• Friday, March 29, 2024
businessday logo

BusinessDay

How we work is changing

lagos hustle

The driver I hailed one Wednesday morning (his second ride since he hit the road at 5:30am), works in a state polytechnic. This is not a side hustle; he needs the money for “family upkeep”. A 78-month squabble over salary arrears, after the state government approved promotions across board, is being contested in court. The union is on strike. “Every kobo that is due to us is being used to fight us,” he laments.

In the meantime he’s driving to make ends meet. The car is one of a fleet of 10 owned by a lady who rents them out for N30,000 weekly. If he’s lucky he earns N5,000. “My legs ache,” he says. “But I like to walk. Every Saturday morning I take a walk before I set out to work.”

Humans are the only beings who make a living from their basic needs: food, shelter, clothing, mobility, and interrelationship. The work of our hands has invented and performed life-saving medicines and procedures, cooked mouth-watering, finger-licking-bottom-pot delicacies; built infrastructure, designed clothing, engineered cars, written software and discovered new ways to teach and communicate.

The prelapsarian command to work, to till the earth and subdue it, is as new as when it was first uttered. Our basic needs haven’t changed but how we meet them, how we work, is changing.
Technologically-driven changes like automation are delivering economic efficiency, disrupting industries and causing social disharmony. Smartphones are said to be the new means of production. “Pressing phone”, that very Nigerian expression, aptly captures this reality. With a few presses on my phone I check the time and distance to my destination, hail a taxi, make a bank transfer, and give instant feedback. #ThisIsMyHustle trended last month when young Nigerian entrepreneurs posted pictures and talked about their work on social media. We may not work the way we used to but our hands keep working.

“God gave us 10 styluses. Let’s not invent another”, says Steve Jobs in his official biography about the touchscreen design of the first iPhone. Jobs’ fascination for calligraphy, the art of decorative handwriting, influenced the design of the first Mac. The iPhone and Mac have changed how we work.

Coders love Macs. Whether they’re engrossed writing or patiently debugging lines of code, they prefer to use their hands, not a mouse. With their hands coders build the tools of social networks; they are the architects of the operating system of the world we live in today.

Coders dislike inefficiency; they don’t hesitate to automate any process to optimise it. They want to optimise and scale how we communicate, produce goods and services, make payments, buy and sell online. Thus the rise of automation, robotics, and artificial intelligence (AI,) that enhances efficiency for millions of people.

When personal computers were invented there were fears typists would lose their jobs. Likewise in the 21st century, individuals, countries and companies worry about how automation will change how we work. Headlines, reports and conferences about the future of work and how machines will replace human beings are as regular as a Lagos go-slow.

Add to the advent of these new technologies the challenges of our times – illiteracy, unemployment and insecurity – and it’s easy to succumb to the inevitability of a dystopian future where machines run the world like in The Matrix.

Last week, at UNIV, an international annual forum held in Rome, university students from all over the world gathered to discuss the theme “Getting Down to Business: The Transformative Power of Work”. A similar event took place at the Pan-Atlantic University in Lagos with students from over eight Nigerian universities. “UNIV conferences broaden horizons, exchange ideas and reflect constructively on the most important issues for today’s youth and society,” says Ike Onuoma, a lawyer and convener of UNIV Nigeria.

It makes sense to get Nigeria’s youth involved in the discussion about the human capital required in the fast-changing world we live. It’s their future after all. And besides, as university students such events are what should occupy their time rather than drugs and parties.

On the contrary, in Europe, China and the US, , companies, entrepreneurs, NGOs, academics and researchers at think tanks and universities are thinking about the momentous transformation we are facing. What are the jobs of the future? What skills are needed? How far and fast can these skills be taught? How can the opportunities that these new means of production create be put in more hands so that one is left behind?

Imagining the world will end up like The Matrix is naive; our imagination, our ingenuity, our hands are the sources of the infinite possibilities of human work. But we must get down to business. We need to think, beyond the scope of AI, beyond the limits of a robotic arm, about things our hands can do. Fortune, they say, favours the prepared.

Like the driver, and the lady with her fleet of cars, resilience, problem-solving, diligence, creativity and service to others are some of the personal capacities the 21st century professional requires to convert needs into opportunities and vulnerabilities into strengths.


Task statement: Would you count how many lines of the material below hold the string "horizontal"? Give only the number.
- - - -
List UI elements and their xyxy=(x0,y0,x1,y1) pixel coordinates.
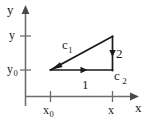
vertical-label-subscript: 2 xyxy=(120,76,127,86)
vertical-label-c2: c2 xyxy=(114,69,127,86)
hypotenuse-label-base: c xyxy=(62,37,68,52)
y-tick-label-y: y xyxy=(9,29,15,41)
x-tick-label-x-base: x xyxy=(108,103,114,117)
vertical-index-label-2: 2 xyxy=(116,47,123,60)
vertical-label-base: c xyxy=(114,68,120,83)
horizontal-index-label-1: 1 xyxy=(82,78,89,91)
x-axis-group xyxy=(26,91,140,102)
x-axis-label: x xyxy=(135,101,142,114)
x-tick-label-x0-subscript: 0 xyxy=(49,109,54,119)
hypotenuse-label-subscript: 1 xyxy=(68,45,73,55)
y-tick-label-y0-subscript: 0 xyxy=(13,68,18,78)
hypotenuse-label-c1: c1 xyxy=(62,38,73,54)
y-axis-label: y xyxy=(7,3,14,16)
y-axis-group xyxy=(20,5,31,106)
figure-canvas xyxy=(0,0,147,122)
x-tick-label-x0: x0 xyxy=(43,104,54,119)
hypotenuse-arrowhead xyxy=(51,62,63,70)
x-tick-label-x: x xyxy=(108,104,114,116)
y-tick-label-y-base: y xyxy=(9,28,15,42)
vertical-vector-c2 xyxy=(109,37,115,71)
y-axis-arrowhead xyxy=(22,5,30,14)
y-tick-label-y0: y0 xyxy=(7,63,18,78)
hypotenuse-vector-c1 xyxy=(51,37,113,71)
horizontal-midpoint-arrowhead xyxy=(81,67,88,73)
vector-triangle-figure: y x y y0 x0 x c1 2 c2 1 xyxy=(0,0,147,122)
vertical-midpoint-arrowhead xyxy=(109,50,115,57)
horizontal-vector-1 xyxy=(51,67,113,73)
- - - -
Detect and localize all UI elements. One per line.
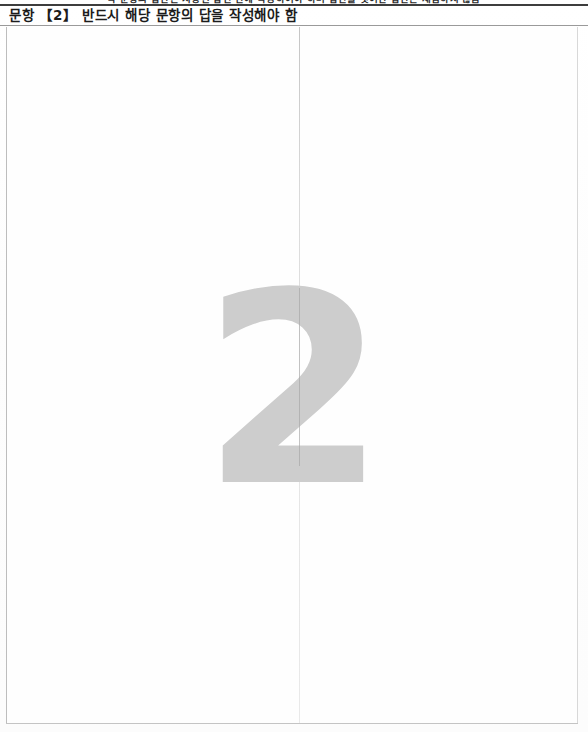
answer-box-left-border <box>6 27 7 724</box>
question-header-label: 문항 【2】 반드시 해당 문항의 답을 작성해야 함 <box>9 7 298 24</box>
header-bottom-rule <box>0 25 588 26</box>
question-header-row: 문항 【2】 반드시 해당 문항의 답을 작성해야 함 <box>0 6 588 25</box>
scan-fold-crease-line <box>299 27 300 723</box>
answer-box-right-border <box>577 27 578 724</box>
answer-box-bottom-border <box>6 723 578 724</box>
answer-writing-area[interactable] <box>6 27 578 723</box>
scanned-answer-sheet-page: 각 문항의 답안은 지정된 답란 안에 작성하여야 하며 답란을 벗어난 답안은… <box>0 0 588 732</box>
- - - -
Response to this exercise: 3